‘Russian Troll Farm’ finally trolls IRL at Rochester’s Geva Theatre

‘Russian Troll Farm’ finally trolls IRL in Rochester

A play originally performed on Zoom depicts Russian Internet Agency workers trying to sway America's 2016 election.
Published: March 10, 2023
An illustration of four people trolling social media from the frame of a Zoom window.

Russian Troll Farm focuses on using Facebook to sway an American presidential election about as much as The Office probed the nuances of the paper-making business in Scranton, Pennsylvania. On the contrary, both the beloved NBC sitcom and Sarah Gancher’s new play instead use their respective workplaces as a pretext to explore workplace romance, chaotic plotlines and the idea that a person’s career need not reflect their identity.

Originally performed in a real-time Zoom production in 2020, Russian Troll Farm has now been adapted for a live audience, which is how Gancher had originally imagined it. Rochester’s Geva Theatre is currently presenting its onstage world premiere, directed by Tony Award winner Darko Tresnjak, through late March.

The play proposes a narrative of what could have happened at Russia’s Internet Research Agency leading up to the 2016 election. We meet five IRA workers: Masha, a former journalist damaged by a past work affair; Nikolai, a troll who justifies his guilt with the artistry of his job; Egor, a deadpan tech geek who has become attached to his false identity and his connection to the community he trolls; Steve, an aggressive yet charming troll working his ideal career; and Ljuba, their cunning supervisor, who is grappling with the loss of her daughter and other past traumas.

Amid the fake accounts, broken article links and disinformation, all designed to confuse and emotionally manipulate American social media users, Masha and Nikolai initiate a starry-eyed workplace romance that would do Jim and Pam proud. In lieu of playing pranks on nebbishy coworkers, however, the Russian Troll Farm would-be lovers embark on #tunnelkids, an oddly intimate trolling collab about the fake Hillary Clinton child trafficking ring.

The result “gives the audience permission to laugh about something that, in the moment, wasn’t funny for us,” said Geva dramaturg Fiona Kyle. “There’s something really exciting and dynamic about a play that’s willing to take a risk. Because it pays off.”

When Donald Trump is announced (spoiler alert!) the winner of the election, the IRA workers — goofily dressed up for a workplace costume contest — scream in delight, gulp vodka and stuff their mouths with popcorn. “It was wrong, but we did it,” Masha reassures herself as she paces back and forth in a hooded adult onesie.

At the end of the day, Russian trolls are just people. They go to work and perform their best in order to provide for themselves. “They’re just the ones who are cogs in the machine,” Kyle said. “Same as us in whatever industry we work in. We’re just doing what we’re being told.”

Gancher humanizes these characters and nudges us to reconsider the malicious intent that we assume fuels these trolling sprees, while also suggesting that Americans should think about how we engage with online propaganda and make sense of the truth.

“It’s so much easier to accept a version of the world that’s given to us if it fits into how we already see things,” said Haskell King, who played Egor in the Zoom version and revisits the role here. “The Russian trolls, they were really just looking at how we already view the world and interact with each other … and exploiting that.”

Jared Mezzocchi’s multimedia design of the original Zoom play – which received a prestigious Obie Award just days before the premiere of the Geva version – created the impression of observing the IRA workers through their computer cameras as they hurriedly type on their keyboards. At the same time, the drafts of posts that they type and send overlap on the screen with their interactions with outside users, as if you are also viewing their desktops.

Stage set for
The stage set for "Russian Troll Farm: A Workplace Comedy" at Rochester's Geva Theatre.

The Geva production replicates this digital world by creating an interplay between multimedia and the actors onstage. Four desks surrounded by filing cabinets and trash cans are set across the stage. Katherine Thesing, the production’s stage manager, said custom-designed laptops with built-in cameras project the trolls’ faces onto screens above them, where visuals of their online shenanigans also play an integral role.

“It feels very fresh to me,” Thesing said. “So I hope it will also feel fresh to audiences, too.”

Because the online version was filmed in multiple locations across the East Coast, King said, the actors had to master timing in order to land the laughs while factoring in Zoom delays (and staying seated the whole time). Now that Russian Troll Farm exists onstage, he said, he has a chance to implement physical humor and more directly engage with the audience.

“There’s nothing like being in a theater and getting everybody to laugh together,” King said. “Those laughs are where the comedy is.”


## INSTRUCTIONS FOR THE TASK
Skipping the images, transcribe each record below as it is.

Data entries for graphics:
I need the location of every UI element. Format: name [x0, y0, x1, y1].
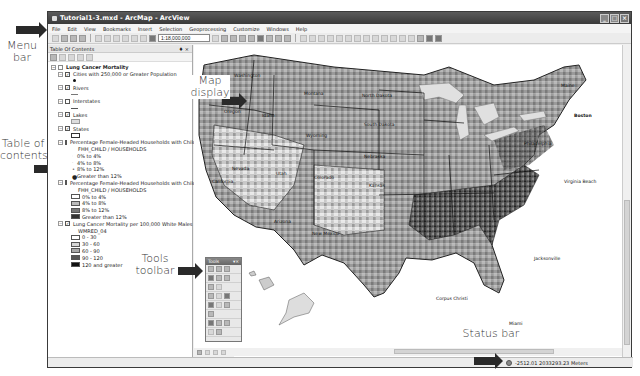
clear-selection-icon[interactable] [216, 293, 222, 299]
maximize-button[interactable]: □ [610, 14, 619, 23]
menu-windows[interactable]: Windows [266, 26, 288, 32]
collapse-icon[interactable]: − [58, 72, 63, 77]
model-builder-icon[interactable] [275, 35, 282, 42]
map-display[interactable]: Washington Montana North Dakota Oregon I… [194, 45, 622, 358]
layer-row-interstates[interactable]: − Interstates [48, 98, 192, 105]
layer-row-states[interactable]: − ✓ States [48, 125, 192, 132]
fixed-zoom-in-icon[interactable] [216, 275, 222, 281]
close-button[interactable]: × [620, 14, 629, 23]
tool-icon[interactable] [417, 35, 424, 42]
go-to-xy-icon[interactable] [224, 320, 230, 326]
paste-icon[interactable] [113, 35, 120, 42]
layer-checkbox[interactable]: ✓ [65, 85, 70, 90]
layer-row-lung-cancer[interactable]: − ✓ Lung Cancer Mortality per 100,000 Wh… [48, 220, 192, 227]
menu-selection[interactable]: Selection [159, 26, 182, 32]
layer-row-lakes[interactable]: − ✓ Lakes [48, 112, 192, 119]
tool-icon[interactable] [309, 35, 316, 42]
arctoolbox-icon[interactable] [257, 35, 264, 42]
toc-window-icon[interactable] [230, 35, 237, 42]
fixed-zoom-out-icon[interactable] [224, 275, 230, 281]
collapse-icon[interactable]: − [58, 180, 63, 185]
search-window-icon[interactable] [248, 35, 255, 42]
layer-row-fhh-points[interactable]: − Percentage Female-Headed Households wi… [48, 139, 192, 146]
data-view-icon[interactable] [197, 350, 202, 355]
scale-dropdown-icon[interactable] [212, 35, 219, 42]
layer-checkbox[interactable]: ✓ [65, 221, 70, 226]
tool-icon[interactable] [381, 35, 388, 42]
data-frame-row[interactable]: − Lung Cancer Mortality [48, 64, 192, 71]
collapse-icon[interactable]: − [58, 112, 63, 117]
cut-icon[interactable] [95, 35, 102, 42]
menu-insert[interactable]: Insert [138, 26, 152, 32]
measure-icon[interactable] [208, 311, 214, 317]
map-horizontal-scrollbar[interactable] [194, 348, 622, 356]
close-icon[interactable]: ▾× [233, 259, 241, 264]
list-by-selection-icon[interactable] [77, 54, 84, 61]
pause-drawing-icon[interactable] [221, 350, 226, 355]
zoom-out-icon[interactable] [216, 266, 222, 272]
collapse-icon[interactable]: − [58, 221, 63, 226]
tool-icon[interactable] [390, 35, 397, 42]
options-icon[interactable] [86, 54, 93, 61]
save-icon[interactable] [70, 35, 77, 42]
tool-icon[interactable] [399, 35, 406, 42]
delete-icon[interactable] [122, 35, 129, 42]
whats-this-icon[interactable] [284, 35, 291, 42]
layer-row-rivers[interactable]: − ✓ Rivers [48, 84, 192, 91]
tool-icon[interactable] [327, 35, 334, 42]
map-vertical-scrollbar[interactable] [622, 45, 631, 358]
menu-help[interactable]: Help [296, 26, 307, 32]
time-slider-icon[interactable] [208, 329, 214, 335]
pan-hand-icon[interactable] [224, 266, 230, 272]
html-popup-icon[interactable] [224, 302, 230, 308]
catalog-window-icon[interactable] [239, 35, 246, 42]
refresh-icon[interactable] [213, 350, 218, 355]
list-by-source-icon[interactable] [59, 54, 66, 61]
collapse-icon[interactable]: − [58, 85, 63, 90]
python-window-icon[interactable] [266, 35, 273, 42]
menu-customize[interactable]: Customize [233, 26, 259, 32]
redo-icon[interactable] [140, 35, 147, 42]
undo-icon[interactable] [131, 35, 138, 42]
map-scale-input[interactable] [158, 34, 210, 42]
print-icon[interactable] [79, 35, 86, 42]
menu-view[interactable]: View [84, 26, 96, 32]
scrollbar-thumb[interactable] [394, 349, 554, 354]
layer-checkbox[interactable]: ✓ [65, 112, 70, 117]
tool-icon[interactable] [318, 35, 325, 42]
layer-checkbox[interactable] [65, 99, 70, 104]
layer-checkbox[interactable]: ✓ [65, 72, 70, 77]
toc-pin-close-icons[interactable]: ♦ × [179, 46, 192, 52]
tool-icon[interactable] [372, 35, 379, 42]
tool-icon[interactable] [426, 35, 433, 42]
viewer-window-icon[interactable] [216, 329, 222, 335]
copy-icon[interactable] [104, 35, 111, 42]
tool-icon[interactable] [336, 35, 343, 42]
collapse-icon[interactable]: − [51, 65, 56, 70]
full-extent-icon[interactable] [208, 275, 214, 281]
tool-icon[interactable] [300, 35, 307, 42]
new-document-icon[interactable] [52, 35, 59, 42]
layout-view-icon[interactable] [205, 350, 210, 355]
scrollbar-thumb[interactable] [624, 200, 630, 345]
menu-geoprocessing[interactable]: Geoprocessing [189, 26, 226, 32]
tool-icon[interactable] [345, 35, 352, 42]
collapse-icon[interactable]: − [58, 126, 63, 131]
zoom-in-icon[interactable] [208, 266, 214, 272]
find-route-icon[interactable] [216, 320, 222, 326]
tool-icon[interactable] [408, 35, 415, 42]
layer-checkbox[interactable] [65, 180, 67, 185]
tool-icon[interactable] [363, 35, 370, 42]
tool-icon[interactable] [354, 35, 361, 42]
layer-checkbox[interactable]: ✓ [65, 126, 70, 131]
list-by-drawing-order-icon[interactable] [50, 54, 57, 61]
open-icon[interactable] [61, 35, 68, 42]
collapse-icon[interactable]: − [58, 99, 63, 104]
hyperlink-icon[interactable] [216, 302, 222, 308]
menu-file[interactable]: File [52, 26, 60, 32]
layer-row-cities[interactable]: − ✓ Cities with 250,000 or Greater Popul… [48, 71, 192, 78]
collapse-icon[interactable]: − [58, 140, 63, 145]
minimize-button[interactable]: _ [600, 14, 609, 23]
editor-toolbar-icon[interactable] [221, 35, 228, 42]
list-by-visibility-icon[interactable] [68, 54, 75, 61]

## EXERCISE ANSWER
I need the location of every UI element. Format: name [x0, y0, x1, y1].
clear-selection-icon[interactable] [216, 293, 222, 299]
maximize-button[interactable]: □ [610, 14, 619, 23]
menu-windows[interactable]: Windows [266, 26, 288, 32]
collapse-icon[interactable]: − [58, 72, 63, 77]
model-builder-icon[interactable] [275, 35, 282, 42]
map-display[interactable]: Washington Montana North Dakota Oregon I… [194, 45, 622, 358]
layer-row-interstates[interactable]: − Interstates [48, 98, 192, 105]
layer-row-states[interactable]: − ✓ States [48, 125, 192, 132]
fixed-zoom-in-icon[interactable] [216, 275, 222, 281]
close-button[interactable]: × [620, 14, 629, 23]
tool-icon[interactable] [417, 35, 424, 42]
go-to-xy-icon[interactable] [224, 320, 230, 326]
paste-icon[interactable] [113, 35, 120, 42]
layer-checkbox[interactable]: ✓ [65, 85, 70, 90]
layer-row-lung-cancer[interactable]: − ✓ Lung Cancer Mortality per 100,000 Wh… [48, 220, 192, 227]
menu-selection[interactable]: Selection [159, 26, 182, 32]
layer-row-lakes[interactable]: − ✓ Lakes [48, 112, 192, 119]
tool-icon[interactable] [309, 35, 316, 42]
arctoolbox-icon[interactable] [257, 35, 264, 42]
toc-window-icon[interactable] [230, 35, 237, 42]
fixed-zoom-out-icon[interactable] [224, 275, 230, 281]
collapse-icon[interactable]: − [58, 180, 63, 185]
search-window-icon[interactable] [248, 35, 255, 42]
layer-row-fhh-points[interactable]: − Percentage Female-Headed Households wi… [48, 139, 192, 146]
data-view-icon[interactable] [197, 350, 202, 355]
scale-dropdown-icon[interactable] [212, 35, 219, 42]
layer-checkbox[interactable]: ✓ [65, 221, 70, 226]
tool-icon[interactable] [381, 35, 388, 42]
data-frame-row[interactable]: − Lung Cancer Mortality [48, 64, 192, 71]
collapse-icon[interactable]: − [58, 112, 63, 117]
cut-icon[interactable] [95, 35, 102, 42]
menu-insert[interactable]: Insert [138, 26, 152, 32]
measure-icon[interactable] [208, 311, 214, 317]
map-horizontal-scrollbar[interactable] [194, 348, 622, 356]
close-icon[interactable]: ▾× [233, 259, 241, 264]
list-by-selection-icon[interactable] [77, 54, 84, 61]
pause-drawing-icon[interactable] [221, 350, 226, 355]
zoom-out-icon[interactable] [216, 266, 222, 272]
collapse-icon[interactable]: − [58, 221, 63, 226]
tool-icon[interactable] [390, 35, 397, 42]
options-icon[interactable] [86, 54, 93, 61]
save-icon[interactable] [70, 35, 77, 42]
tool-icon[interactable] [399, 35, 406, 42]
delete-icon[interactable] [122, 35, 129, 42]
whats-this-icon[interactable] [284, 35, 291, 42]
layer-row-rivers[interactable]: − ✓ Rivers [48, 84, 192, 91]
tool-icon[interactable] [327, 35, 334, 42]
map-vertical-scrollbar[interactable] [622, 45, 631, 358]
menu-help[interactable]: Help [296, 26, 307, 32]
time-slider-icon[interactable] [208, 329, 214, 335]
pan-hand-icon[interactable] [224, 266, 230, 272]
html-popup-icon[interactable] [224, 302, 230, 308]
catalog-window-icon[interactable] [239, 35, 246, 42]
refresh-icon[interactable] [213, 350, 218, 355]
list-by-source-icon[interactable] [59, 54, 66, 61]
collapse-icon[interactable]: − [58, 85, 63, 90]
python-window-icon[interactable] [266, 35, 273, 42]
menu-customize[interactable]: Customize [233, 26, 259, 32]
redo-icon[interactable] [140, 35, 147, 42]
undo-icon[interactable] [131, 35, 138, 42]
map-scale-input[interactable] [158, 34, 210, 42]
print-icon[interactable] [79, 35, 86, 42]
menu-view[interactable]: View [84, 26, 96, 32]
scrollbar-thumb[interactable] [394, 349, 554, 354]
layer-checkbox[interactable]: ✓ [65, 112, 70, 117]
tool-icon[interactable] [318, 35, 325, 42]
layer-checkbox[interactable] [65, 99, 70, 104]
layer-checkbox[interactable]: ✓ [65, 72, 70, 77]
toc-pin-close-icons[interactable]: ♦ × [179, 46, 192, 52]
tool-icon[interactable] [372, 35, 379, 42]
tool-icon[interactable] [426, 35, 433, 42]
viewer-window-icon[interactable] [216, 329, 222, 335]
copy-icon[interactable] [104, 35, 111, 42]
tool-icon[interactable] [336, 35, 343, 42]
collapse-icon[interactable]: − [51, 65, 56, 70]
full-extent-icon[interactable] [208, 275, 214, 281]
tool-icon[interactable] [300, 35, 307, 42]
new-document-icon[interactable] [52, 35, 59, 42]
layout-view-icon[interactable] [205, 350, 210, 355]
scrollbar-thumb[interactable] [624, 200, 630, 345]
menu-geoprocessing[interactable]: Geoprocessing [189, 26, 226, 32]
tool-icon[interactable] [345, 35, 352, 42]
collapse-icon[interactable]: − [58, 126, 63, 131]
zoom-in-icon[interactable] [208, 266, 214, 272]
find-route-icon[interactable] [216, 320, 222, 326]
tool-icon[interactable] [408, 35, 415, 42]
layer-checkbox[interactable] [65, 180, 67, 185]
tool-icon[interactable] [363, 35, 370, 42]
tool-icon[interactable] [354, 35, 361, 42]
layer-checkbox[interactable]: ✓ [65, 126, 70, 131]
list-by-drawing-order-icon[interactable] [50, 54, 57, 61]
open-icon[interactable] [61, 35, 68, 42]
collapse-icon[interactable]: − [58, 99, 63, 104]
hyperlink-icon[interactable] [216, 302, 222, 308]
menu-file[interactable]: File [52, 26, 60, 32]
layer-row-cities[interactable]: − ✓ Cities with 250,000 or Greater Popul… [48, 71, 192, 78]
collapse-icon[interactable]: − [58, 140, 63, 145]
minimize-button[interactable]: _ [600, 14, 609, 23]
editor-toolbar-icon[interactable] [221, 35, 228, 42]
list-by-visibility-icon[interactable] [68, 54, 75, 61]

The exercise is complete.